FRISCO - From data-driven formulas to subjective power rankings, there is no shortage of opinions about NFL teams these days. The old-school method of merely checking the standings has - sorry, Bill Parcells - become obsolete.
"You are," the former Dallas Cowboys' coach regularly shrugged, "what your record says you are."
Using Parcells' relatively medieval perspective, the Cowboys are the fourth-best team in the league with a 7-2 record (behind only the Packers, Cardinals and Titans at 8-2). But one of the many companies spewing advanced analytics says they are even better. Good enough, in fact, to play in Super Bowl LVI.
Ready for Cowboys-Bills, part III?
First, of course, the banged-up Cowboys have to deal with Patrick Mahomes and the Chiefs Sunday in Kansas City. But ...
Football Outsiders inputs countless statistical metrics into its computing systems and then runs probably a gazillion simulated games. It's all very War Games, but Cowboys fans will love this weird science.
According to Football Outsiders' projections, the mostly likely matchup February 13 in SoFi Stadium is Cowboys-Bills.
"Our research shows that clobbering bad opponents is a better indicator of a Super Bowl team than winning close games over good opponents," FO editor-in-chief Aaron Schatz said Tuesday in an appearance on ESPN's Daily Wager. "The Cowboys have done both. We really like them, and actually they'd be even stronger in our simulations if we threw out the game started by Cooper Rush."
While traditional oddsmakers in Las Vegas still give the 6-3 and defending champion Buccaneers the best odds of winning the NFC and meeting the Bills, Schatz disagrees.
"We think they are better than the Bucs," he said. "The Cowboys have real value."
The Cowboys - back before computers and the internet - walloped the Bills in Super Bowl XXVII and XXVIII by a combined 82-30.

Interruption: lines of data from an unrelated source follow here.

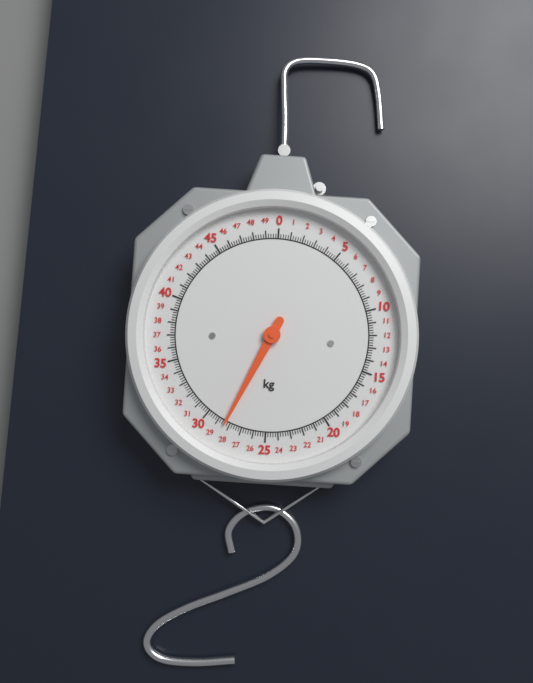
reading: 28.4 kg
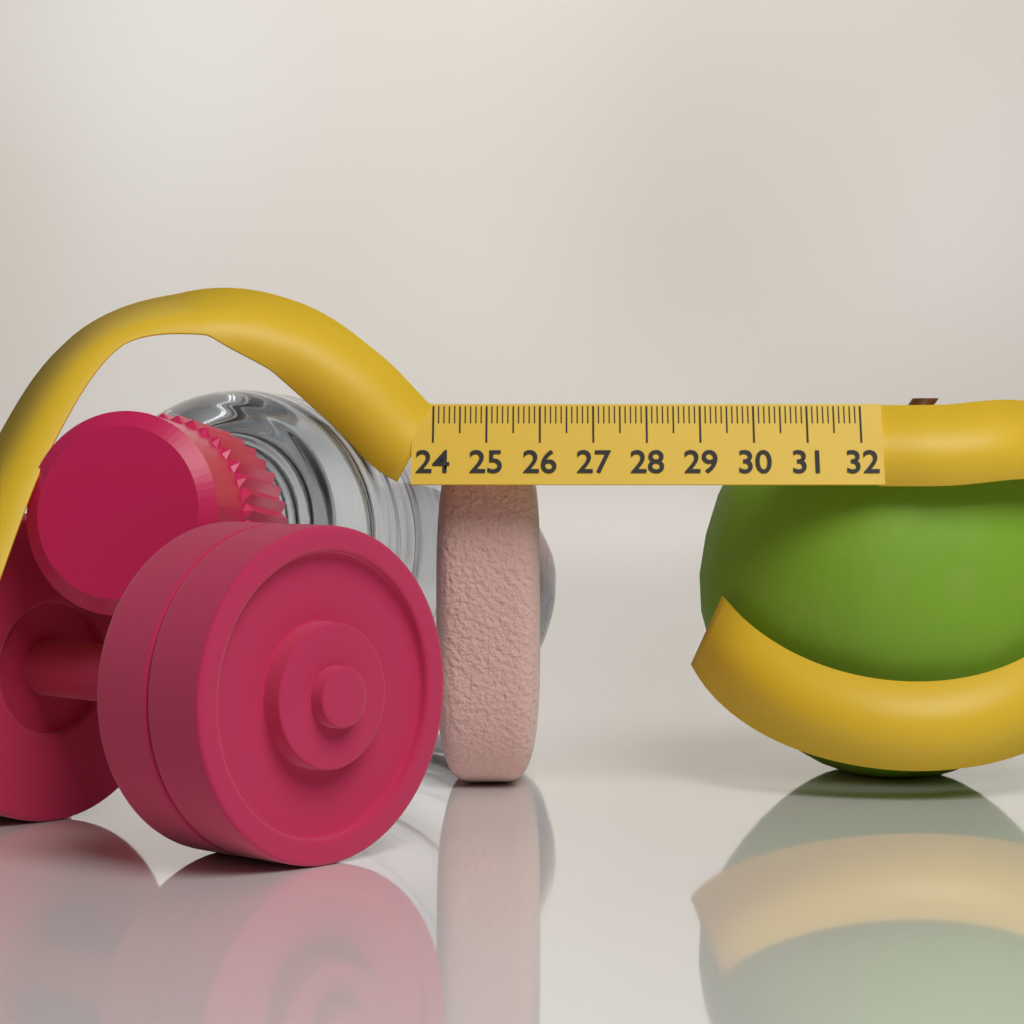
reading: 26.0 (no unit)
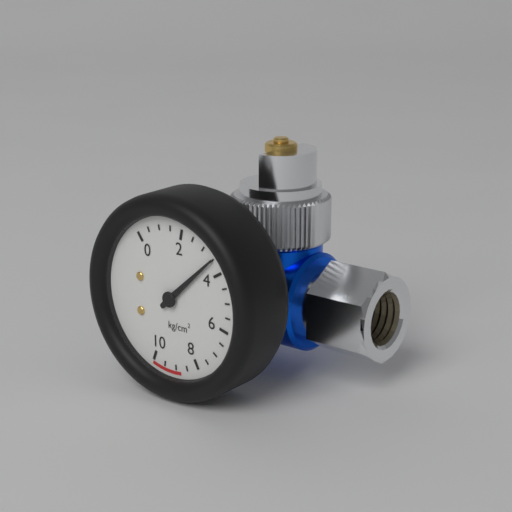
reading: 3.5 kg/cm²
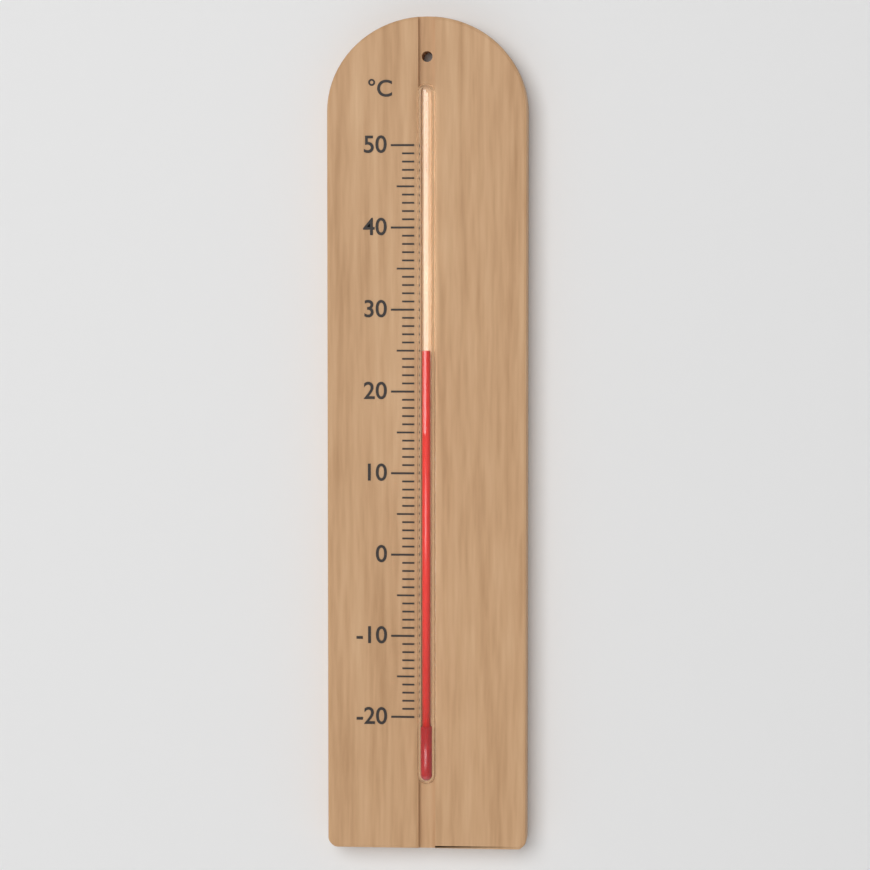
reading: 25 °C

Richie Whitt has been a sports media fixture in Dallas-Fort Worth since graduating from UT-Arlington in 1986. His career is highlighted by successful stints in print (Fort Worth Star-Telegram, Dallas Observer), TV (NBC5) and radio (105.3 The Fan). During his almost 40-year tenure, he's blabbed and blogged on events ranging from Super Bowls to NBA Finals to World Series to Stanley Cups to Olympics to Wimbledons to World Cups. Whitt has been covering the NFL since 1989, and in 1993 authored The 'Boys Are Back, a book chronicling the Dallas Cowboys' run to Super Bowl XXVII.